PROVIDENCE, R.I. [Brown University] — Waving big, heavy wings around through the air all night would be an exhausting endeavor for a bat were it not for the newly discovered role played by tendons connecting their triceps and elbows. The tendons act like springs, researchers found, storing and releasing energy during flight to ease the burden on the muscles.

“We were interested in figuring out whether these tendons in the bat wing are elastic or not and if the are elastic, whether that had any negative or positive effects,” said lead author Nicolai Konow, a Brown University biology investigator. “We see a net decrease in the amount of work the muscle has to do on account of having the tendon.”

The tendon prevents the muscle from having to contract when doing so is hardest — on the wing’s upstroke. Instead the tendon releases its energy to make that happen, while the muscle recharges it on a different, more convenient cycle.

“The tendon is temporally decoupling the timing of muscle operation and the timing of joint movement,” said Konow, who made the findings, published in Proceedings of the Royal Society B in the lab of senior author Sharon Swartz, professor of biology and engineering at Brown University. “The muscle can do its work in a period where there is perhaps not as substantial an aerodynamic load on the wing.”

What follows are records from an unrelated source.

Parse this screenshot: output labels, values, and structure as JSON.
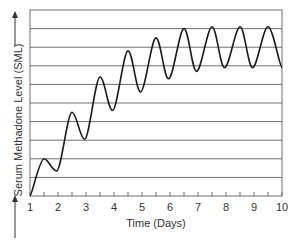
{
  "chart_data": {
    "type": "line",
    "title": "",
    "xlabel": "Time (Days)",
    "ylabel": "Serum Methadone Level (SML)",
    "xlim": [
      1,
      10
    ],
    "ylim": [
      0,
      10
    ],
    "x_ticks": [
      "1",
      "2",
      "3",
      "4",
      "5",
      "6",
      "7",
      "8",
      "9",
      "10"
    ],
    "y_ticks": [],
    "grid": {
      "horizontal": true,
      "vertical": false,
      "count": 10
    },
    "legend": null,
    "series": [
      {
        "name": "Serum methadone level",
        "color": "#1a1a1a",
        "points": [
          [
            1.0,
            0.0
          ],
          [
            1.5,
            2.0
          ],
          [
            1.95,
            1.35
          ],
          [
            2.5,
            4.5
          ],
          [
            2.95,
            3.05
          ],
          [
            3.5,
            6.4
          ],
          [
            3.95,
            4.6
          ],
          [
            4.5,
            7.8
          ],
          [
            4.95,
            5.6
          ],
          [
            5.5,
            8.5
          ],
          [
            5.95,
            6.3
          ],
          [
            6.5,
            9.0
          ],
          [
            6.95,
            6.7
          ],
          [
            7.5,
            9.1
          ],
          [
            7.95,
            6.9
          ],
          [
            8.5,
            9.1
          ],
          [
            8.95,
            6.9
          ],
          [
            9.5,
            9.1
          ],
          [
            10.0,
            6.9
          ]
        ]
      }
    ],
    "annotations": [
      "up-arrow at top of y-axis label",
      "up-arrow at bottom of y-axis label"
    ]
  },
  "colors": {
    "grid": "#6e6e6e",
    "frame": "#6e6e6e",
    "line": "#1a1a1a",
    "text": "#333333"
  }
}
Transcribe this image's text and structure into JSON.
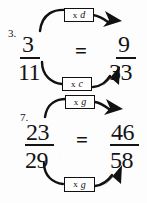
{
  "document": {
    "type": "math-worksheet-scan",
    "title": "Equivalent fractions with multiplication arrows",
    "ink_color": "#141414",
    "paper_color": "#fdfdfd"
  },
  "problems": [
    {
      "label": "3.",
      "left": {
        "numerator": "3",
        "denominator": "11"
      },
      "relation": "=",
      "right": {
        "numerator": "9",
        "denominator": "33"
      },
      "top_arrow": {
        "operator": "x",
        "value": "d",
        "from": "3",
        "to": "9",
        "direction": "left-to-right"
      },
      "bottom_arrow": {
        "operator": "x",
        "value": "c",
        "from": "11",
        "to": "33",
        "direction": "left-to-right"
      }
    },
    {
      "label": "7.",
      "left": {
        "numerator": "23",
        "denominator": "29"
      },
      "relation": "=",
      "right": {
        "numerator": "46",
        "denominator": "58"
      },
      "top_arrow": {
        "operator": "x",
        "value": "g",
        "from": "23",
        "to": "46",
        "direction": "left-to-right"
      },
      "bottom_arrow": {
        "operator": "x",
        "value": "g",
        "from": "29",
        "to": "58",
        "direction": "left-to-right"
      }
    }
  ]
}
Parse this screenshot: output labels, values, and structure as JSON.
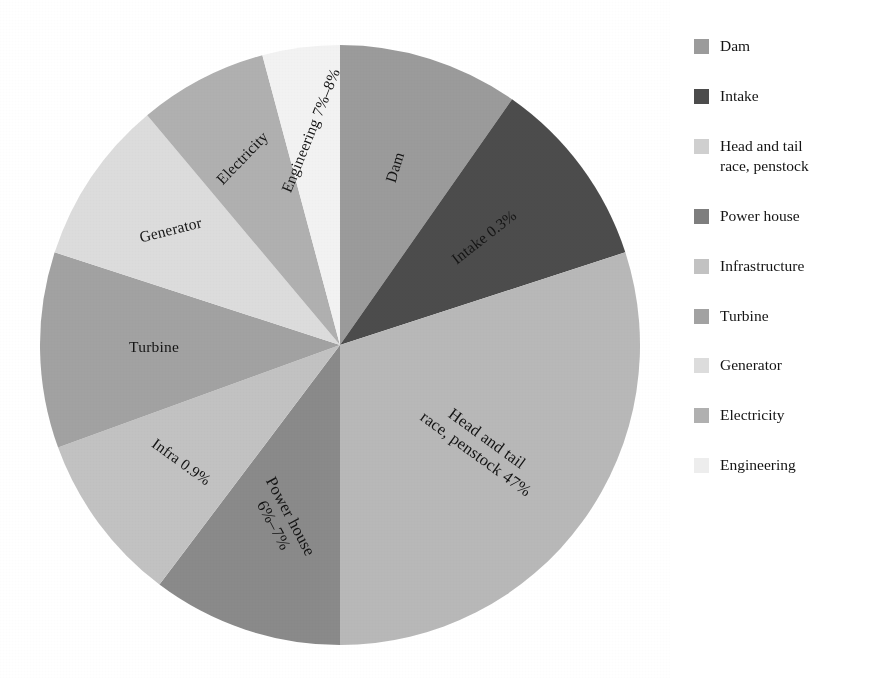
{
  "chart_data": {
    "type": "pie",
    "title": "",
    "subtitle": "",
    "xlabel": "",
    "ylabel": "",
    "legend_position": "right",
    "grid": false,
    "categories": [
      "Dam",
      "Intake",
      "Head and tail race, penstock",
      "Power house",
      "Infrastructure",
      "Turbine",
      "Generator",
      "Electricity",
      "Engineering"
    ],
    "values": [
      9.7,
      10.3,
      30.0,
      10.3,
      9.2,
      10.6,
      8.9,
      6.9,
      4.1
    ],
    "slices": [
      {
        "name": "Dam",
        "label": "Dam",
        "percent_text": "",
        "start_angle": 0,
        "end_angle": 35,
        "color": "#9b9b9b",
        "label_lines": [
          "Dam"
        ],
        "label_radius": 0.62,
        "label_rotation": -73
      },
      {
        "name": "Intake",
        "label": "Intake 0.3%",
        "percent_text": "0.3%",
        "start_angle": 35,
        "end_angle": 72,
        "color": "#4c4c4c",
        "label_lines": [
          "Intake 0.3%"
        ],
        "label_radius": 0.6,
        "label_rotation": -38
      },
      {
        "name": "Head and tail race, penstock",
        "label": "Head and tail race, penstock 47%",
        "percent_text": "47%",
        "start_angle": 72,
        "end_angle": 180,
        "color": "#b8b8b8",
        "label_lines": [
          "Head and tail",
          "race, penstock 47%"
        ],
        "label_radius": 0.58,
        "label_rotation": 36
      },
      {
        "name": "Power house",
        "label": "Power house 6%–7%",
        "percent_text": "6%–7%",
        "start_angle": 180,
        "end_angle": 217,
        "color": "#8a8a8a",
        "label_lines": [
          "Power house",
          "6%–7%"
        ],
        "label_radius": 0.62,
        "label_rotation": 62
      },
      {
        "name": "Infrastructure",
        "label": "Infra 0.9%",
        "percent_text": "0.9%",
        "start_angle": 217,
        "end_angle": 250,
        "color": "#c2c2c2",
        "label_lines": [
          "Infra 0.9%"
        ],
        "label_radius": 0.66,
        "label_rotation": 36
      },
      {
        "name": "Turbine",
        "label": "Turbine",
        "percent_text": "",
        "start_angle": 250,
        "end_angle": 288,
        "color": "#a2a2a2",
        "label_lines": [
          "Turbine"
        ],
        "label_radius": 0.62,
        "label_rotation": 0
      },
      {
        "name": "Generator",
        "label": "Generator",
        "percent_text": "",
        "start_angle": 288,
        "end_angle": 320,
        "color": "#dcdcdc",
        "label_lines": [
          "Generator"
        ],
        "label_radius": 0.68,
        "label_rotation": -14
      },
      {
        "name": "Electricity",
        "label": "Electricity",
        "percent_text": "",
        "start_angle": 320,
        "end_angle": 345,
        "color": "#b0b0b0",
        "label_lines": [
          "Electricity"
        ],
        "label_radius": 0.7,
        "label_rotation": -46
      },
      {
        "name": "Engineering",
        "label": "Engineering 7%–8%",
        "percent_text": "7%–8%",
        "start_angle": 345,
        "end_angle": 360,
        "color": "#f2f2f2",
        "label_lines": [
          "Engineering 7%–8%"
        ],
        "label_radius": 0.72,
        "label_rotation": -68
      }
    ]
  },
  "pie": {
    "center_x": 340,
    "center_y": 345,
    "radius": 300
  },
  "legend": {
    "items": [
      {
        "label": "Dam",
        "color": "#9b9b9b"
      },
      {
        "label": "Intake",
        "color": "#4c4c4c"
      },
      {
        "label": "Head and tail\nrace, penstock",
        "color": "#cfcfcf"
      },
      {
        "label": "Power house",
        "color": "#7e7e7e"
      },
      {
        "label": "Infrastructure",
        "color": "#c2c2c2"
      },
      {
        "label": "Turbine",
        "color": "#a2a2a2"
      },
      {
        "label": "Generator",
        "color": "#dcdcdc"
      },
      {
        "label": "Electricity",
        "color": "#b0b0b0"
      },
      {
        "label": "Engineering",
        "color": "#ededed"
      }
    ]
  },
  "colors": {
    "background": "#ffffff",
    "text": "#141414"
  }
}
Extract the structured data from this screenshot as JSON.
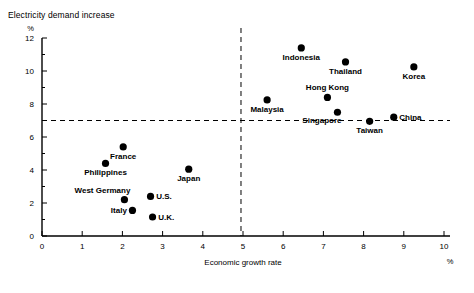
{
  "figure": {
    "title": "Electricity demand increase",
    "y_unit": "%",
    "x_unit": "%"
  },
  "chart_data": {
    "type": "scatter",
    "title": "Electricity demand increase",
    "xlabel": "Economic growth rate",
    "ylabel": "Electricity demand increase",
    "x_unit": "%",
    "y_unit": "%",
    "xlim": [
      0,
      10
    ],
    "ylim": [
      0,
      12
    ],
    "xticks": [
      0,
      1,
      2,
      3,
      4,
      5,
      6,
      7,
      8,
      9,
      10
    ],
    "xtick_labels": [
      "0",
      "1",
      "2",
      "3",
      "4",
      "5",
      "6",
      "7",
      "8",
      "9",
      "10"
    ],
    "yticks": [
      0,
      2,
      4,
      6,
      8,
      10,
      12
    ],
    "ytick_labels": [
      "0",
      "2",
      "4",
      "6",
      "8",
      "10",
      "12"
    ],
    "y_minor_ticks": [
      1,
      3,
      5,
      7,
      9,
      11
    ],
    "grid": false,
    "legend": "none",
    "reference_lines": [
      {
        "name": "horizontal-reference",
        "orientation": "horizontal",
        "value": 7.0,
        "style": "dashed"
      },
      {
        "name": "vertical-reference",
        "orientation": "vertical",
        "value": 4.95,
        "style": "dashed"
      }
    ],
    "points": [
      {
        "label": "Indonesia",
        "x": 6.45,
        "y": 11.4,
        "label_pos": "below"
      },
      {
        "label": "Thailand",
        "x": 7.55,
        "y": 10.55,
        "label_pos": "below"
      },
      {
        "label": "Korea",
        "x": 9.25,
        "y": 10.25,
        "label_pos": "below"
      },
      {
        "label": "Hong Kong",
        "x": 7.1,
        "y": 8.4,
        "label_pos": "above"
      },
      {
        "label": "Malaysia",
        "x": 5.6,
        "y": 8.25,
        "label_pos": "below"
      },
      {
        "label": "Singapore",
        "x": 7.35,
        "y": 7.5,
        "label_pos": "below-left"
      },
      {
        "label": "China",
        "x": 8.75,
        "y": 7.2,
        "label_pos": "right"
      },
      {
        "label": "Taiwan",
        "x": 8.15,
        "y": 6.95,
        "label_pos": "below"
      },
      {
        "label": "France",
        "x": 2.02,
        "y": 5.4,
        "label_pos": "below"
      },
      {
        "label": "Philippines",
        "x": 1.58,
        "y": 4.4,
        "label_pos": "below"
      },
      {
        "label": "Japan",
        "x": 3.65,
        "y": 4.05,
        "label_pos": "below"
      },
      {
        "label": "U.S.",
        "x": 2.7,
        "y": 2.4,
        "label_pos": "right"
      },
      {
        "label": "West Germany",
        "x": 2.05,
        "y": 2.2,
        "label_pos": "above-left"
      },
      {
        "label": "Italy",
        "x": 2.25,
        "y": 1.55,
        "label_pos": "left"
      },
      {
        "label": "U.K.",
        "x": 2.75,
        "y": 1.15,
        "label_pos": "right"
      }
    ]
  }
}
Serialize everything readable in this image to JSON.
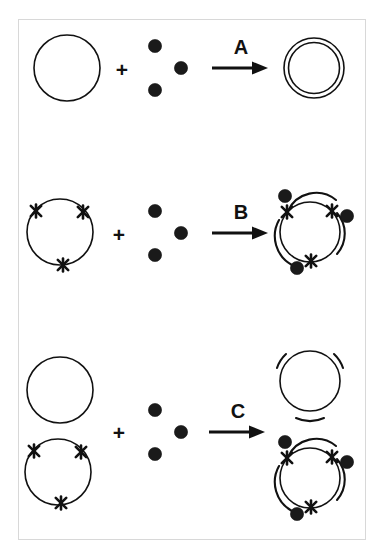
{
  "figure": {
    "background_color": "#ffffff",
    "frame_color": "#d8d8d8",
    "ink_color": "#111111",
    "particle_color": "#1a1a1a",
    "plus_symbol": "+",
    "rows": [
      {
        "id": "row-a",
        "label": "A",
        "reactants": [
          {
            "type": "plain-circle",
            "receptor_count": 0,
            "description": "plain empty circle"
          }
        ],
        "particles": {
          "count": 3,
          "arrangement": "triangle"
        },
        "products": [
          {
            "type": "double-ring-circle",
            "receptor_count": 0,
            "particle_count": 0,
            "description": "circle with complete concentric outer ring"
          }
        ]
      },
      {
        "id": "row-b",
        "label": "B",
        "reactants": [
          {
            "type": "receptor-circle",
            "receptor_count": 3,
            "description": "circle with three X receptor marks"
          }
        ],
        "particles": {
          "count": 3,
          "arrangement": "triangle"
        },
        "products": [
          {
            "type": "receptor-circle-with-bound-particles",
            "receptor_count": 3,
            "particle_count": 3,
            "arc_count": 3,
            "description": "circle with three X receptors, three partial outer arcs each ending in a bound particle"
          }
        ]
      },
      {
        "id": "row-c",
        "label": "C",
        "reactants": [
          {
            "type": "plain-circle",
            "receptor_count": 0,
            "description": "plain empty circle"
          },
          {
            "type": "receptor-circle",
            "receptor_count": 3,
            "description": "circle with three X receptor marks"
          }
        ],
        "particles": {
          "count": 3,
          "arrangement": "triangle"
        },
        "products": [
          {
            "type": "plain-circle-with-detached-arcs",
            "receptor_count": 0,
            "particle_count": 0,
            "arc_count": 3,
            "description": "plain circle with three short detached outer arc fragments"
          },
          {
            "type": "receptor-circle-with-bound-particles",
            "receptor_count": 3,
            "particle_count": 3,
            "arc_count": 3,
            "description": "circle with three X receptors, three partial outer arcs each ending in a bound particle"
          }
        ]
      }
    ],
    "legend_semantics": {
      "circle": "vesicle / membrane",
      "x-mark": "receptor",
      "filled-dot": "particle / ligand",
      "outer-ring": "coat layer"
    }
  }
}
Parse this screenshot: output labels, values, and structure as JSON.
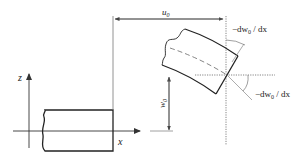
{
  "diagram": {
    "labels": {
      "z_axis": "z",
      "x_axis": "x",
      "u0": "u",
      "u0_sub": "0",
      "w0": "w",
      "w0_sub": "0",
      "slope_top_prefix": "−dw",
      "slope_top_sub": "0",
      "slope_top_suffix": " / dx",
      "slope_right_prefix": "−dw",
      "slope_right_sub": "0",
      "slope_right_suffix": " / dx"
    },
    "colors": {
      "beam_stroke": "#222222",
      "axis_stroke": "#333333",
      "guide_stroke": "#666666",
      "dimension_stroke": "#555555"
    }
  }
}
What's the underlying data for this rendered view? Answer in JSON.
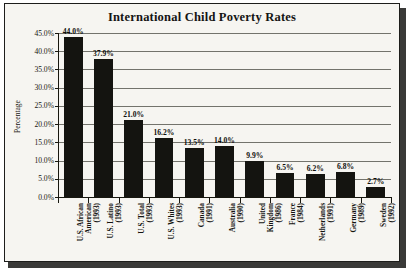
{
  "figure": {
    "title": "International Child Poverty Rates",
    "background_color": "#f6f5f1",
    "bar_color": "#141410",
    "frame_color": "#1d1d1b"
  },
  "chart_data": {
    "type": "bar",
    "title": "International Child Poverty Rates",
    "xlabel": "",
    "ylabel": "Percentage",
    "ylim": [
      0,
      45
    ],
    "grid": true,
    "legend": false,
    "categories": [
      "U.S. African American (1993)",
      "U.S. Latino (1993)",
      "U.S. Total (1993)",
      "U.S. Whites (1993)",
      "Canada (1991)",
      "Australia (1990)",
      "United Kingdom (1986)",
      "France (1984)",
      "Netherlands (1991)",
      "Germany (1989)",
      "Sweden (1992)"
    ],
    "category_lines": [
      [
        "U.S. African",
        "American",
        "(1993)"
      ],
      [
        "U.S. Latino",
        "(1993)"
      ],
      [
        "U.S. Total",
        "(1993)"
      ],
      [
        "U.S. Whites",
        "(1993)"
      ],
      [
        "Canada",
        "(1991)"
      ],
      [
        "Australia",
        "(1990)"
      ],
      [
        "United",
        "Kingdom",
        "(1986)"
      ],
      [
        "France",
        "(1984)"
      ],
      [
        "Netherlands",
        "(1991)"
      ],
      [
        "Germany",
        "(1989)"
      ],
      [
        "Sweden",
        "(1992)"
      ]
    ],
    "values": [
      44.0,
      37.9,
      21.0,
      16.2,
      13.5,
      14.0,
      9.9,
      6.5,
      6.2,
      6.8,
      2.7
    ],
    "value_labels": [
      "44.0%",
      "37.9%",
      "21.0%",
      "16.2%",
      "13.5%",
      "14.0%",
      "9.9%",
      "6.5%",
      "6.2%",
      "6.8%",
      "2.7%"
    ],
    "y_ticks": [
      0,
      5,
      10,
      15,
      20,
      25,
      30,
      35,
      40,
      45
    ],
    "y_tick_labels": [
      "0.0%",
      "5.0%",
      "10.0%",
      "15.0%",
      "20.0%",
      "25.0%",
      "30.0%",
      "35.0%",
      "40.0%",
      "45.0%"
    ]
  }
}
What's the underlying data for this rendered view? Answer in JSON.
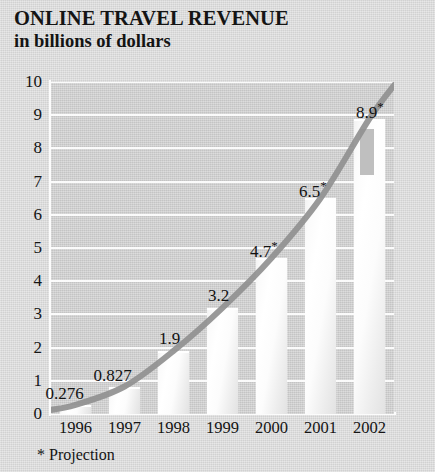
{
  "title": {
    "main": "ONLINE TRAVEL REVENUE",
    "sub": "in billions of dollars"
  },
  "footnote": "* Projection",
  "colors": {
    "page_background": "#d9d9d9",
    "plot_background": "#cfcfcf",
    "gridline": "#fbfbfb",
    "bar_fill": "#ffffff",
    "bar_shade": "#b4b4b4",
    "trend_line": "#909090",
    "text": "#141414"
  },
  "chart_data": {
    "type": "bar",
    "title": "ONLINE TRAVEL REVENUE",
    "subtitle": "in billions of dollars",
    "xlabel": "",
    "ylabel": "in billions of dollars",
    "ylim": [
      0,
      10
    ],
    "yticks": [
      0,
      1,
      2,
      3,
      4,
      5,
      6,
      7,
      8,
      9,
      10
    ],
    "ytick_labels": [
      "0",
      "1",
      "2",
      "3",
      "4",
      "5",
      "6",
      "7",
      "8",
      "9",
      "10"
    ],
    "grid": true,
    "legend": false,
    "categories": [
      "1996",
      "1997",
      "1998",
      "1999",
      "2000",
      "2001",
      "2002"
    ],
    "values": [
      0.276,
      0.827,
      1.9,
      3.2,
      4.7,
      6.5,
      8.9
    ],
    "data_labels": [
      "0.276",
      "0.827",
      "1.9",
      "3.2",
      "4.7*",
      "6.5*",
      "8.9*"
    ],
    "projected": [
      false,
      false,
      false,
      false,
      true,
      true,
      true
    ],
    "annotations": [
      "* Projection"
    ],
    "overlay_series": {
      "name": "trend curve",
      "type": "line",
      "values": [
        0.276,
        0.827,
        1.9,
        3.2,
        4.7,
        6.5,
        8.9
      ]
    }
  }
}
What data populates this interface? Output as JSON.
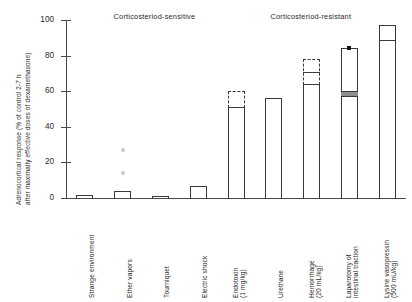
{
  "chart_data": {
    "type": "bar",
    "title": "",
    "xlabel": "",
    "ylabel": "Adrenocortical response (% of control 2-7 h after maximally effective doses of dexamethasone)",
    "ylabel_line1": "Adrenocortical response (% of control 2-7 h",
    "ylabel_line2": "after maximally effective doses of dexamethasone)",
    "ylim": [
      0,
      100
    ],
    "yticks": [
      0,
      20,
      40,
      60,
      80,
      100
    ],
    "ytick_labels": [
      "0",
      "20",
      "40",
      "60",
      "80",
      "100"
    ],
    "grid": false,
    "legend": "none",
    "group_headers": [
      {
        "label": "Corticosteriod-sensitive",
        "center_pct": 26
      },
      {
        "label": "Corticosteriod-resistant",
        "center_pct": 72
      }
    ],
    "categories": [
      "Strange environment",
      "Ether vapors",
      "Tourniquet",
      "Electric shock",
      "Endotoxin (1 mg/kg)",
      "Urethane",
      "Hemorrhage (20 mL/kg)",
      "Laparotomy of intestinal traction",
      "Lysine vasopressin (500 mU/kg)"
    ],
    "category_labels": [
      {
        "line1": "Strange environment",
        "line2": ""
      },
      {
        "line1": "Ether vapors",
        "line2": ""
      },
      {
        "line1": "Tourniquet",
        "line2": ""
      },
      {
        "line1": "Electric shock",
        "line2": ""
      },
      {
        "line1": "Endotoxin",
        "line2": "(1 mg/kg)"
      },
      {
        "line1": "Urethane",
        "line2": ""
      },
      {
        "line1": "Hemorrhage",
        "line2": "(20 mL/kg)"
      },
      {
        "line1": "Laparotomy of",
        "line2": "intestinal traction"
      },
      {
        "line1": "Lysine vasopressin",
        "line2": "(500 mU/kg)"
      }
    ],
    "values": [
      1.5,
      4,
      1,
      7,
      51,
      56,
      64,
      58,
      89
    ],
    "upper_range": [
      null,
      null,
      null,
      null,
      60,
      null,
      78,
      84,
      97
    ],
    "bars": [
      {
        "category": "Strange environment",
        "value": 1.5,
        "upper": null,
        "cap": false,
        "dividers": [],
        "band": null,
        "marker": null
      },
      {
        "category": "Ether vapors",
        "value": 4,
        "upper": null,
        "cap": false,
        "dividers": [],
        "band": null,
        "marker": null
      },
      {
        "category": "Tourniquet",
        "value": 1,
        "upper": null,
        "cap": false,
        "dividers": [],
        "band": null,
        "marker": null
      },
      {
        "category": "Electric shock",
        "value": 7,
        "upper": null,
        "cap": false,
        "dividers": [],
        "band": null,
        "marker": null
      },
      {
        "category": "Endotoxin (1 mg/kg)",
        "value": 51,
        "upper": 60,
        "cap": true,
        "dividers": [],
        "band": null,
        "marker": null
      },
      {
        "category": "Urethane",
        "value": 56,
        "upper": null,
        "cap": false,
        "dividers": [],
        "band": null,
        "marker": null
      },
      {
        "category": "Hemorrhage (20 mL/kg)",
        "value": 64,
        "upper": 78,
        "cap": true,
        "dividers": [
          71
        ],
        "band": null,
        "marker": null
      },
      {
        "category": "Laparotomy of intestinal traction",
        "value": 84,
        "upper": 84,
        "cap": true,
        "dividers": [],
        "band": {
          "low": 57,
          "high": 60
        },
        "marker": 84
      },
      {
        "category": "Lysine vasopressin (500 mU/kg)",
        "value": 97,
        "upper": null,
        "cap": false,
        "dividers": [
          89
        ],
        "band": null,
        "marker": null
      }
    ],
    "scatter_points": [
      {
        "category": "Ether vapors",
        "value": 27
      },
      {
        "category": "Ether vapors",
        "value": 14
      }
    ],
    "colors": {
      "bar_outline": "#3a3a3a",
      "axis": "#4a4a4a",
      "text": "#2a2a2a",
      "scatter": "#c9c9c9",
      "band_fill": "#8e8e8e",
      "marker": "#111111",
      "background": "#ffffff"
    }
  }
}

The researchers directly observed all this in four Seba’s short-tailed bats. They used a combination of high-speed X-ray video in Brown’s XROMM facility to precisely track the movement of bones, muscles, and tendons during flight. The tendon stretches by about 9 percent. They combined that with mechanical testing of the tendons and muscles to calculate how much force they contribute as they move.

It would be a simpler system if the tendons merely acted like stiff cables to transfer muscle power to the bones, Konow said, but instead the tendons are taking on the spring-like role of storing and delivering energy to help the muscles overcome inertia. In a flying robot, he said, duplicating this structure would require a more sophisticated control algorithm, but the payoff could be more efficient flight.

In addition to Konow and Swartz, the paper’s other authors are Jorn Cheney, Thomas Roberts, and J. Rhea Waldman.

The Air Force Office of Sponsored Research and the National Science Foundation funded the study.